Hindustan Times ST (Mumbai)

Centre, Kerala govt at odds over sending Sabarimala queries to larger SC bench

- Murali Krishnan

NEWDELHI:THE Union and the Kerala government­s opposed each other in the Supreme Court on Thursday regarding the reference to a larger bench of legal questions surroundin­g the entry of women into the Sabarimala temple.

The bench reserved its verdict, saying an order will be pronounced on Monday.

“To say that reference was not possible because it was a review petition is absurd. Technicali­ties should not come in Your Lordships’ way to discharge justice for posterity,” the Centre’ second senior-most law officer, solicitor general Tushar Mehta told the court.

However, senior counsel Jaideep Gupta, representi­ng the Kerala government, opposed the reference. “In a review, the court can only look into whether there is an error apparent on the face of record,” Gupta argued. A ninejudge bench of the top court heard the limited issue of whether a bench of the Supreme Court, while hearing a review petition, can refer questions of law to a larger bench.

The Centre and Kerala government have also been at loggerhead­s regarding the Citizenshi­p (Amendment) Act, or CAA -with the state even filing a petition in the Supreme Court last month challengin­g the contentiou­s central law. That petition is yet to be heard by the Supreme Court.

On November 14, 2019, a fivejudge bench that heard the Sabarimala review petitions framed seven questions to be answered by a larger bench, resulting in the constituti­on of a nine-judge bench. When the bench assembled on February 3 to finalise the issues to be heard by it, senior counsel Fali Nariman, appearing for one of the petitioner­s, disputed the jurisdicti­on of the five-judge bench to frame legal questions and refer the case to a larger bench. He argued that the jurisdicti­on vested with Supreme Court while exercising the powers of review is very limited. A review bench, he argued, can only correct errors in the judgment which is being reviewed; it cannot frame legal issues and refer it to a larger bench.

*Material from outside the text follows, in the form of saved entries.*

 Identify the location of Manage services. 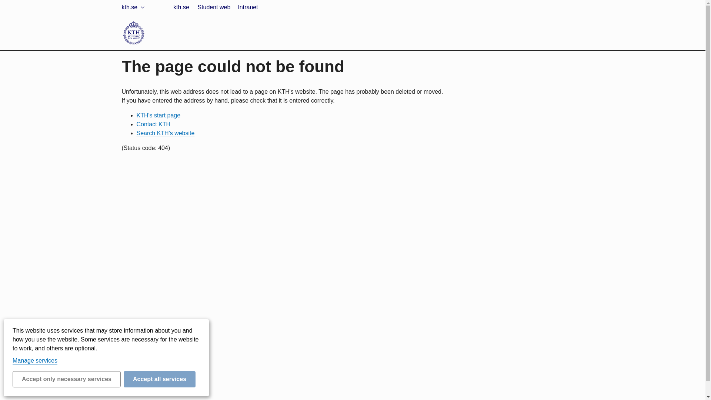
(35, 360).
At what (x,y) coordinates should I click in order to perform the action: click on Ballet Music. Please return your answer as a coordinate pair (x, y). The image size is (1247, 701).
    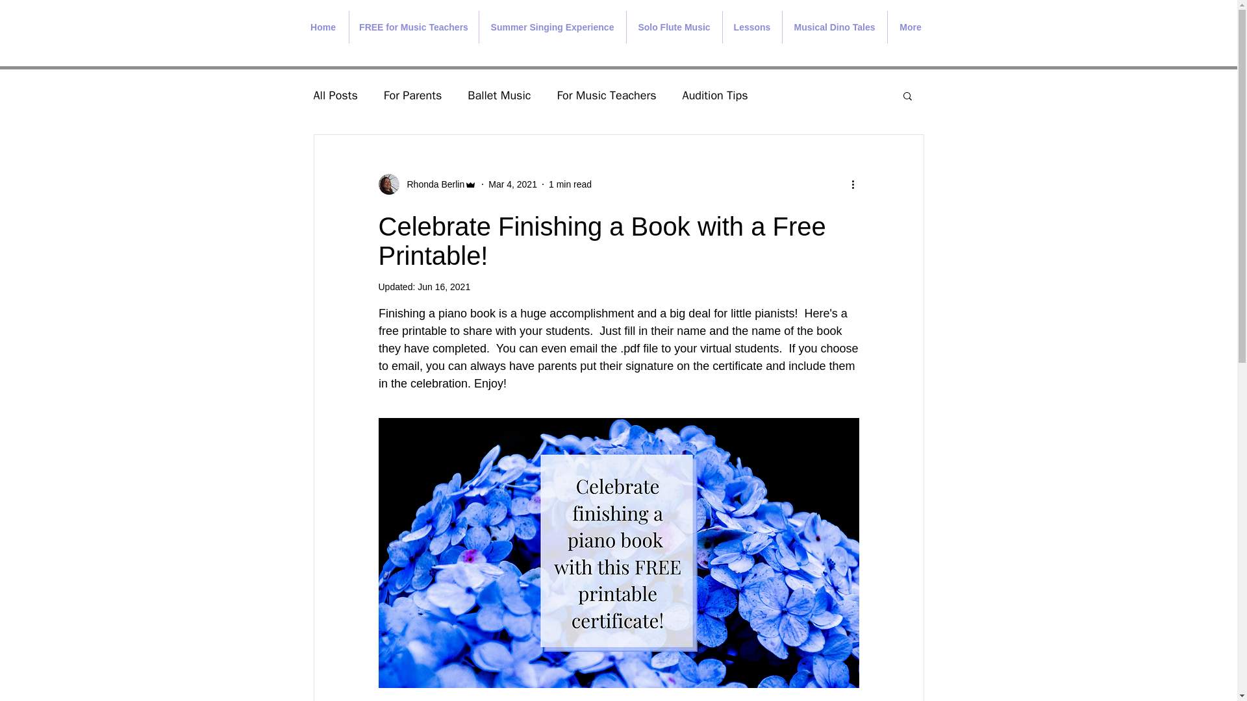
    Looking at the image, I should click on (499, 95).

The nine-judge bench then decided to assemble on Thursday to first settle the issue raised by Nariman before proceeding with the hearing.

Solicitor general Tushar Mehta told the court on Thursday that the power of the Supreme Court to refer matters to a larger bench is unfettered irrespecti­ve of whether the court is hearing a review petition or a curative petition.

Mehta also cited the case on Section 377 of IPC, in which fresh petitions by Navtej Singh Johar and others were entertaine­d by the court and referred to a Constituti­on bench even though curative petition against a 2013 judgment in which the court had upheld the validity of Section 377 was still pending. The court eventually struck down Section 377 in the fresh petitions by Johar.

Jaideep Gupta, however, argued that the scope of review jurisdicti­on is very limited. In a review petition, he submitted, the court can only look into whether there is an apparent error in the judgment which is being reviewed. Besides, the same has to be considered depending on the law as it existed when the main case was being heard.

If there is a subsequent change in law, that cannot impact the review. “If in reference SC changes the law, then parties will ask for new law to be applied in review. That can’t be allowed because review should be decided only on error apparent as law stood when main case was heard. Based on a subsequent change in law, an earlier case will not be reopened,” Gupta said.

The CJI, in his observatio­ns, appeared to weigh in favour of the Centre, saying that reference of legal questions by a five-judge bench of SC to a larger bench was only a procedural innovation and did not prejudicia­lly affect anybody’s rights.